Encoding videos seems to be for older folks taking videos of
their kids. Maybe kids do it to if they can afford the
equipment.

I'm not sure what rendering 3-d images is as a consumer application. I do know a guy that's reading up on computational
geometry to do some data display engineering. So when do consumers render 3-D images?

> You seem to be arguing that Word and Excel won't see the
> benefit of dual core, but nobody cares.

That's for the low end.

> You also say that without 64-bits, you can't stitch together
> 50k x 50k pixel images, but again, no one cares.

That's for the high end and for the future. Who wants obsolete equipment.

> Like I said, 8MP cameras are high end, they support poster
> sized images, and consumers don't typically print larger
> than portrait sized photos of their pictures.

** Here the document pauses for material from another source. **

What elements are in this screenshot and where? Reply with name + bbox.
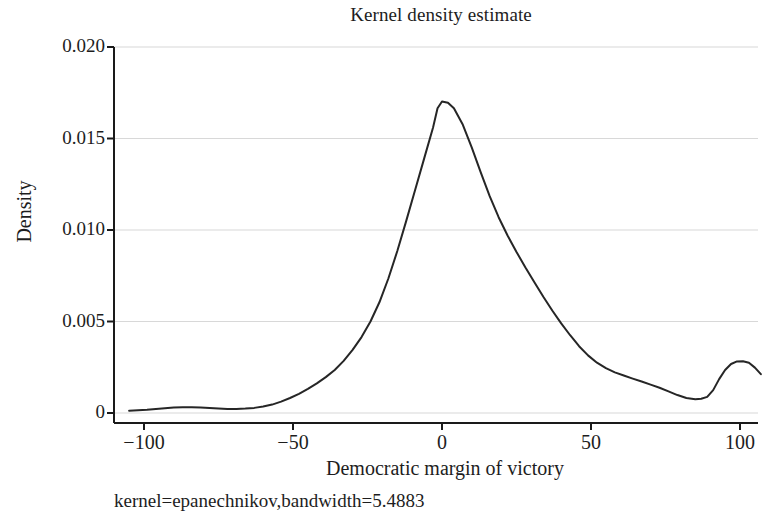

Do you do a lot of digital photography? What's nice about high MPs is that if you just want a piece of a picture, you can get it. Obviously, the more MPs the better. If you take a picture of a large group of people and you want to get smaller photos of individual faces, having a much higher resolution on the camera works wonders. I have an old picture taken with a panoramic camera (a consumer item BTW) taken of a tour group in China and I still sometimes look at some of the people in that picture. That's a traditional picture but if it were done with a digital camera, there wouldn't be enough resolution to do a good job in zooming in on individual faces.

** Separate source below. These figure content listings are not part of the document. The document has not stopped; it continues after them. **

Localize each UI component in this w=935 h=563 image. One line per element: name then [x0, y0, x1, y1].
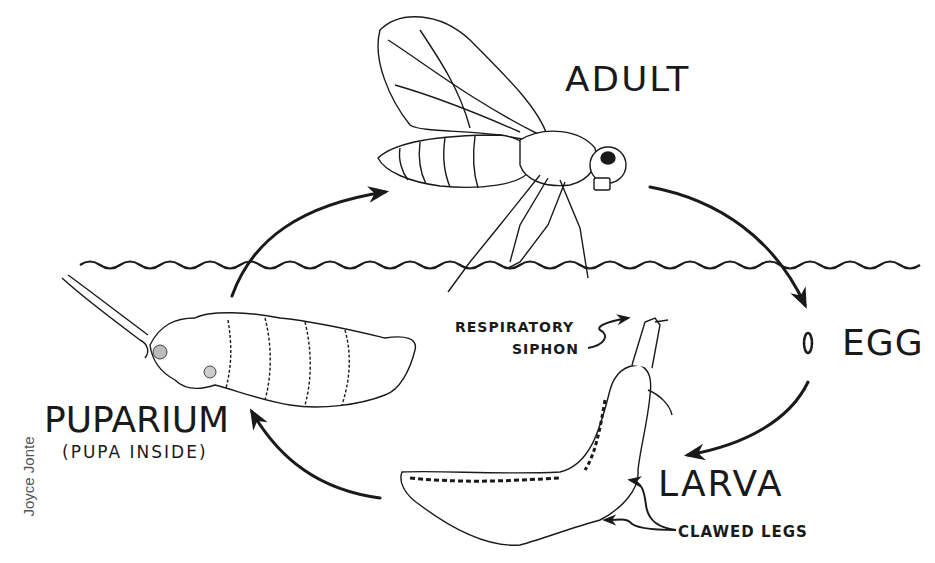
label-respiratory: RESPIRATORY [455, 320, 574, 334]
life-cycle-diagram: ADULT EGG LARVA PUPARIUM (PUPA INSIDE) R… [0, 0, 935, 563]
water-surface [80, 262, 920, 269]
arrow-egg-to-larva [688, 382, 808, 455]
artist-credit: Joyce Jonte [20, 427, 37, 527]
siphon-pointer [588, 318, 628, 348]
arrow-puparium-to-adult [232, 192, 385, 296]
arrow-larva-to-puparium [252, 412, 380, 498]
label-siphon: SIPHON [512, 342, 579, 356]
label-puparium-sublabel: (PUPA INSIDE) [62, 444, 208, 461]
label-adult: ADULT [565, 62, 690, 96]
diagram-artwork [0, 0, 935, 563]
label-puparium: PUPARIUM [44, 402, 229, 438]
arrow-adult-to-egg [650, 187, 805, 305]
egg-illustration [804, 333, 812, 353]
puparium-illustration [62, 275, 415, 407]
label-egg: EGG [842, 325, 924, 361]
label-clawed-legs: CLAWED LEGS [678, 525, 808, 540]
label-larva: LARVA [658, 466, 784, 502]
adult-fly-illustration [378, 17, 626, 292]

Many digital cameras also have a stitch mode where they provide software to stitch together a limited number of photographs.

> What consumers do care about is audio and video, like I've
> said. These also happen to be the areas that receive the
> largest benefit from dual core.

Do you care about audio and video? Do you rip CDs? Download music? Convert formats for your player? Watch videos on a notebook screen?

> Anandtech's benchmarks show performance improvements in the
> range of 60-80%, and 64-bit doesn't even play here yet (and
> has yet to prove similar performance results).

There are engineering areas where 64-bits is a big win. RSA
encryption that I mentioned earlier is such an area. There are
other areas out there that provide improved performance but
just as importantly, they provide for additional functionality,
and, as a pragmatic issue, that's where future development is
going to go.

> To get the best new experience from your PC and mobile PC,
> you would want to go for dual core, and that means Athlon X2,
> Pentium D, or Core Duo. Single core CPUs are obsolete, far
> more so than 32-bit CPUs. 32-bit CPUs may start looking
> gauche once Vista comes out, but by then, Merom will be
> Intel's mainstream laptop CPU and the point is moot.

But the folks that bought the 32-bit PCs will be going Doh!

I think that I'll be using my 64-bit Athlon Notebook far longer
than you'll be using your Pentium M notebook. Or a 32-bit dual-core notebook.